Veröffentlicht Thu, 07 Jun 2018 19:13:30 GMT von Joe Kaufman Bell Laboratories Inc No longer there

Hey all,

 

Simple question: What is the best Windows font on paper that when scanned into a DocuWare document stored to a full-text cabinet the full-text comprehensively and accurately converts the text to a searchable form? This is probably a fairly generic OCR question, but does one use serif, sans serif, proportion, non-proportional...? Is there some font best suited for getting scanned in most accurately (not counting barcodes, of course)?

We are getting a little lazy on some scan sheets for ancillary information (multiple fields, hard to index, etc.), but I want to still have the full-text index things as well as possible when we turn on full-text for this cabinet. This is nothing mission critical, just want to take the best shot possible from the outset.

 

Thanks!

Joe Kaufman

Veröffentlicht Fri, 08 Jun 2018 15:59:40 GMT von Casey Miller Director of Technical Services

I like to use Sans Serif. You don't have any end strokes on the letters. Sometimes this can confuse the engin into thinking an I is a 1 or so forth. but honestly, if you have any kind of mixed variables (letter/number) then the DW OCR engine is not going to get it right. Example PO12345. 90% of the time it will read P01234. It's maddening and haven't figured out how to ever correct it.

Veröffentlicht Fri, 08 Jun 2018 16:43:25 GMT von Joe Kaufman Bell Laboratories Inc No longer there

Casey,

Good point about what serifs can do... I am not so worried about distinct ID/key fields, as those we will barcode (only three values). We aren't even storing the other data in indexes, just have full-text turned on. 

 

I may go with Courier New (even with the serifs) because it is so easy to read with the human eye and I can control layout better since each character is the same width. Though, you are right that an invoice number might have a mix of zeroes and O's. Have you done any sort of scientific test on what gets read better, or is it just from years of experience that you know sans-serif works better?

 

I might keep our large descriotion field (just regular words) as Courier but switch the detail listing of vendor codes and invoice numbers to a non-proportional sans serif font of some kind...

 

Thanks!

JoeK

Veröffentlicht Fri, 08 Jun 2018 17:00:30 GMT von Casey Miller Director of Technical Services

Working with ABBYY for a while now and after a lot of testing the Consolas font was the most effective and accurate. It is a monospaced unambiguous font that was designed to be machine-readable but easy to read with the human eye. A more common free font that is close to this is Calibri. 

Veröffentlicht Fri, 08 Jun 2018 17:04:51 GMT von Joe Kaufman Bell Laboratories Inc No longer there

Just read a similar comment over on Stack Overflow -- thanks again!

 

Thanks,

Joe Kaufman

Veröffentlicht Wed, 13 Jun 2018 06:26:05 GMT von Simon H. Hellmann Wedderhoff IT GmbH Systemadministrator

Hello Joe,

I mostly use Arial or Arial Black without problems. Frutiger also seems to work nice.

The Consolas Idea sounds good, I will try that out.

Greetings from Germany,

Simon H. Hellmann

DocuWare System Consultant

Veröffentlicht Thu, 28 Jun 2018 13:55:10 GMT von Craig Williams President/ CEO

Have you tried OCR-A, OCR A Extended, OCR-B from Seagull?

Veröffentlicht Thu, 28 Jun 2018 14:05:44 GMT von Joe Kaufman Bell Laboratories Inc No longer there

Craig,

No, I just went with Courier... The OCR fonts are a little to non-human for my taste, and the fields I listed were just as important for being human-readable as they were getting full-texted properly.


- _Exercise requirements_
Copy the data exactly. Images are to be left out.

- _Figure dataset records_
BEGIN

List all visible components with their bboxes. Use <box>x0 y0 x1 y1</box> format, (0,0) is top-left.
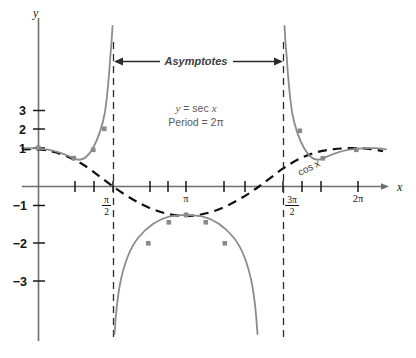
equation-x: x <box>211 102 217 114</box>
y-tick-label-1: 1 <box>19 142 26 156</box>
pi-half-denominator: 2 <box>104 207 109 217</box>
sec-marker <box>102 127 107 132</box>
y-axis-label: y <box>32 6 39 20</box>
graph-canvas: y x 3 2 1 −1 −2 −3 π 2 π 3π 2 2π Asympto… <box>0 0 416 358</box>
asymptote-arrow-left-head <box>114 58 123 66</box>
trig-graph-figure: y x 3 2 1 −1 −2 −3 π 2 π 3π 2 2π Asympto… <box>0 0 416 358</box>
equation-line-1: y = sec x <box>174 102 216 114</box>
y-tick-label-minus-3: −3 <box>13 275 27 289</box>
asymptotes-group <box>114 42 284 341</box>
sec-branch-upper-right <box>285 26 387 160</box>
x-tick-label-2pi: 2π <box>353 193 364 204</box>
sec-marker <box>204 220 209 225</box>
sec-marker <box>184 213 189 218</box>
sec-marker <box>298 129 303 134</box>
sec-branch-upper-left <box>22 26 113 160</box>
sec-curve-group <box>22 26 386 334</box>
y-tick-label-2: 2 <box>19 123 26 137</box>
x-tick-label-3pi-half: 3π 2 <box>285 195 299 217</box>
equation-sec: sec <box>192 102 208 114</box>
asymptotes-annotation-label: Asymptotes <box>164 55 228 67</box>
equation-annotation: y = sec x Period = 2π <box>168 102 223 128</box>
asymptote-arrow-right-head <box>274 58 283 66</box>
sec-marker <box>354 148 359 153</box>
sec-branch-lower-middle <box>115 215 258 334</box>
cos-curve-group <box>22 148 383 216</box>
cos-curve-path <box>22 148 383 216</box>
x-axis-label: x <box>396 180 403 194</box>
cos-curve-label: cos x <box>296 157 322 177</box>
sec-marker <box>91 148 96 153</box>
y-tick-label-3: 3 <box>19 104 26 118</box>
pi-half-numerator: π <box>104 195 109 205</box>
y-tick-label-minus-2: −2 <box>13 237 27 251</box>
three-pi-half-denominator: 2 <box>290 207 295 217</box>
sec-marker <box>223 241 228 246</box>
sec-marker <box>72 156 77 161</box>
sec-marker <box>36 146 41 151</box>
y-tick-label-minus-1: −1 <box>13 199 27 213</box>
sec-marker <box>321 156 326 161</box>
sec-marker <box>146 241 151 246</box>
sec-marker <box>167 220 172 225</box>
three-pi-half-numerator: 3π <box>287 195 297 205</box>
x-axis-arrowhead <box>381 183 389 189</box>
period-label: Period = 2π <box>168 116 223 128</box>
x-tick-label-pi-half: π 2 <box>102 195 111 217</box>
x-tick-label-pi: π <box>183 193 189 204</box>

END

- _Written solution_
List all visible components with their bboxes. Use <box>x0 y0 x1 y1</box> format, (0,0) is top-left.
equation-x: x <box>211 102 217 114</box>
y-tick-label-1: 1 <box>19 142 26 156</box>
pi-half-denominator: 2 <box>104 207 109 217</box>
sec-marker <box>102 127 107 132</box>
y-axis-label: y <box>32 6 39 20</box>
graph-canvas: y x 3 2 1 −1 −2 −3 π 2 π 3π 2 2π Asympto… <box>0 0 416 358</box>
asymptote-arrow-left-head <box>114 58 123 66</box>
trig-graph-figure: y x 3 2 1 −1 −2 −3 π 2 π 3π 2 2π Asympto… <box>0 0 416 358</box>
equation-line-1: y = sec x <box>174 102 216 114</box>
y-tick-label-minus-3: −3 <box>13 275 27 289</box>
asymptotes-group <box>114 42 284 341</box>
sec-branch-upper-right <box>285 26 387 160</box>
x-tick-label-2pi: 2π <box>353 193 364 204</box>
sec-marker <box>204 220 209 225</box>
sec-marker <box>184 213 189 218</box>
sec-marker <box>298 129 303 134</box>
sec-branch-upper-left <box>22 26 113 160</box>
sec-curve-group <box>22 26 386 334</box>
y-tick-label-2: 2 <box>19 123 26 137</box>
x-tick-label-3pi-half: 3π 2 <box>285 195 299 217</box>
equation-sec: sec <box>192 102 208 114</box>
asymptotes-annotation-label: Asymptotes <box>164 55 228 67</box>
equation-annotation: y = sec x Period = 2π <box>168 102 223 128</box>
asymptote-arrow-right-head <box>274 58 283 66</box>
sec-marker <box>354 148 359 153</box>
sec-branch-lower-middle <box>115 215 258 334</box>
cos-curve-group <box>22 148 383 216</box>
cos-curve-path <box>22 148 383 216</box>
x-axis-label: x <box>396 180 403 194</box>
cos-curve-label: cos x <box>296 157 322 177</box>
sec-marker <box>91 148 96 153</box>
y-tick-label-3: 3 <box>19 104 26 118</box>
pi-half-numerator: π <box>104 195 109 205</box>
y-tick-label-minus-2: −2 <box>13 237 27 251</box>
three-pi-half-denominator: 2 <box>290 207 295 217</box>
sec-marker <box>223 241 228 246</box>
sec-marker <box>72 156 77 161</box>
sec-marker <box>36 146 41 151</box>
y-tick-label-minus-1: −1 <box>13 199 27 213</box>
sec-marker <box>321 156 326 161</box>
sec-marker <box>146 241 151 246</box>
sec-marker <box>167 220 172 225</box>
three-pi-half-numerator: 3π <box>287 195 297 205</box>
x-axis-arrowhead <box>381 183 389 189</box>
period-label: Period = 2π <box>168 116 223 128</box>
x-tick-label-pi-half: π 2 <box>102 195 111 217</box>
x-tick-label-pi: π <box>183 193 189 204</box>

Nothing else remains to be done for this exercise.